Fresh and personal; insightful
“Summary: Enticing memoir, intriguing insights, best in 2nd half, and use the 1.2X speed.
The choices, expectations, worries and dreams of women about romance, love, marriage and famly life are the core of the story here. The setting is undeniably promising, centered on Kate Nason's -- and the media's -- discovery that her husband had been a lover of his student, Monica Lewinsky, during their marriage. Nason's keen observations and insights kept me interested, even though I found the first half slow to get going, with much daily minutiae described in more detail than I appreciated.
I suggest a reading speed of 1.2X. While the author/narrator has a pleasing voice and spot-on expressiveness, her reading pace is annoying slow. I do this rarely in many years of listening, but for this book, 1.2 was just right for me.
The memoir is compelling for universal themes and learning that the author shares, and she's brave in her self-revelations as she describes her growth as she meets shocking challenges. Her physical and character sketches of both men and women are truly vivid. The main story is handled well: the upheaval that follows to Nason and her family when her husband's affair with Monica Lewinsky is brought out in the context of the Clinton scandal, along with her reaction to these profound and pervasive betrayals. It is an account of collateral damage arising from public events, from a perspective that I certainly didn't catch at the time, and this point of view is well handled even though the outcome is known.
It's not clear why Nason would give a pseudonym to Monica, though I can see why she does that for other women who were involved with her husband, but it doesn't hurt the story. This memoir is a solid, reflective and well-written account with an original and thoughtful approach.”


**Work to be completed:** Whenever a line in the entries below contains the string "Room", copy that line.
____________
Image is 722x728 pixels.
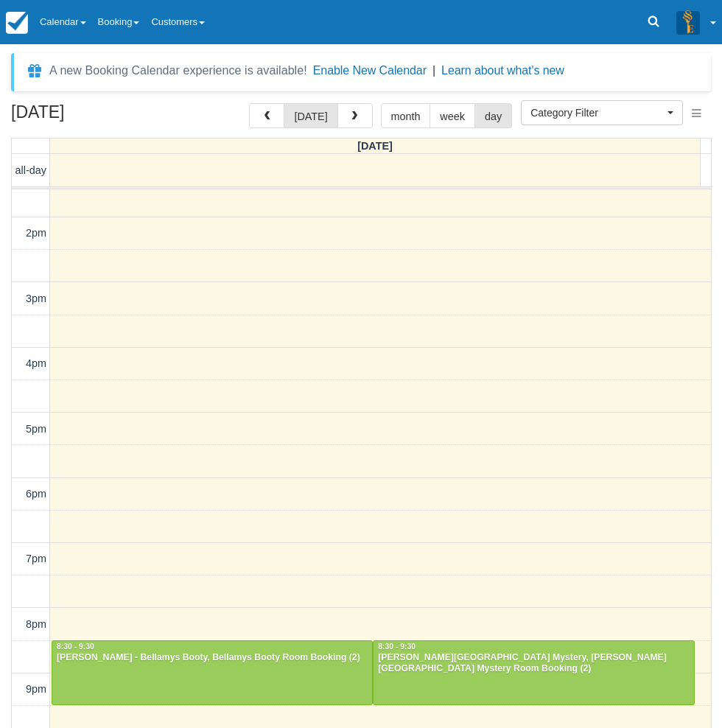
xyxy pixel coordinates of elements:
div: A new Booking Calendar experience is available! [49,62,307,79]
a: Learn about what's new [441,64,565,77]
button: week [430,103,475,128]
span: 8:30 - 9:30 [57,643,94,651]
h2: [DATE] [11,103,198,130]
img: checkfront-main-nav-mini-logo.png [6,12,28,34]
span: 3pm [26,293,47,304]
span: | [433,64,435,77]
div: [PERSON_NAME][GEOGRAPHIC_DATA] Mystery, [PERSON_NAME][GEOGRAPHIC_DATA] Mystery Room Booking (2) [377,652,690,676]
button: Enable New Calendar [314,63,427,78]
span: [DATE] [358,140,393,152]
span: all-day [16,164,47,176]
span: Category Filter [530,105,664,120]
button: Category Filter [521,100,683,125]
span: 4pm [26,358,47,370]
a: 8:30 - 9:30[PERSON_NAME] - Bellamys Booty, Bellamys Booty Room Booking (2) [52,641,373,706]
img: A3 [676,10,700,34]
span: 7pm [26,553,47,565]
span: 8:30 - 9:30 [378,643,415,651]
span: 2pm [26,227,47,238]
span: 6pm [26,488,47,500]
div: [PERSON_NAME] - Bellamys Booty, Bellamys Booty Room Booking (2) [56,652,369,664]
span: 5pm [26,423,47,434]
span: 8pm [26,618,47,630]
button: [DATE] [284,103,338,128]
a: 8:30 - 9:30[PERSON_NAME][GEOGRAPHIC_DATA] Mystery, [PERSON_NAME][GEOGRAPHIC_DATA] Mystery Room Bo... [373,641,694,706]
button: day [475,103,512,128]
button: month [381,103,431,128]
span: 9pm [26,683,47,695]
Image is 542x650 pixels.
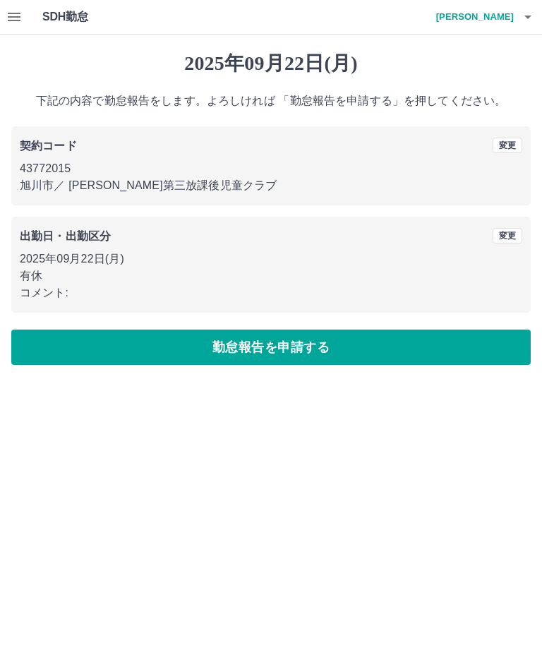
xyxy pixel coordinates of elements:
h1: 2025年09月22日(月) [11,52,531,76]
p: 有休 [20,268,522,284]
button: 変更 [493,228,522,244]
b: 出勤日・出勤区分 [20,230,111,242]
p: 2025年09月22日(月) [20,251,522,268]
button: 変更 [493,138,522,153]
b: 契約コード [20,140,77,152]
p: 旭川市 ／ [PERSON_NAME]第三放課後児童クラブ [20,177,522,194]
p: 下記の内容で勤怠報告をします。よろしければ 「勤怠報告を申請する」を押してください。 [11,92,531,109]
p: コメント: [20,284,522,301]
p: 43772015 [20,160,522,177]
button: 勤怠報告を申請する [11,330,531,365]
____________
**Response to this task:**
div: [PERSON_NAME][GEOGRAPHIC_DATA] Mystery, [PERSON_NAME][GEOGRAPHIC_DATA] Mystery Room Booking (2) [377,652,690,676]
a: 8:30 - 9:30[PERSON_NAME] - Bellamys Booty, Bellamys Booty Room Booking (2) [52,641,373,706]
div: [PERSON_NAME] - Bellamys Booty, Bellamys Booty Room Booking (2) [56,652,369,664]
a: 8:30 - 9:30[PERSON_NAME][GEOGRAPHIC_DATA] Mystery, [PERSON_NAME][GEOGRAPHIC_DATA] Mystery Room Bo... [373,641,694,706]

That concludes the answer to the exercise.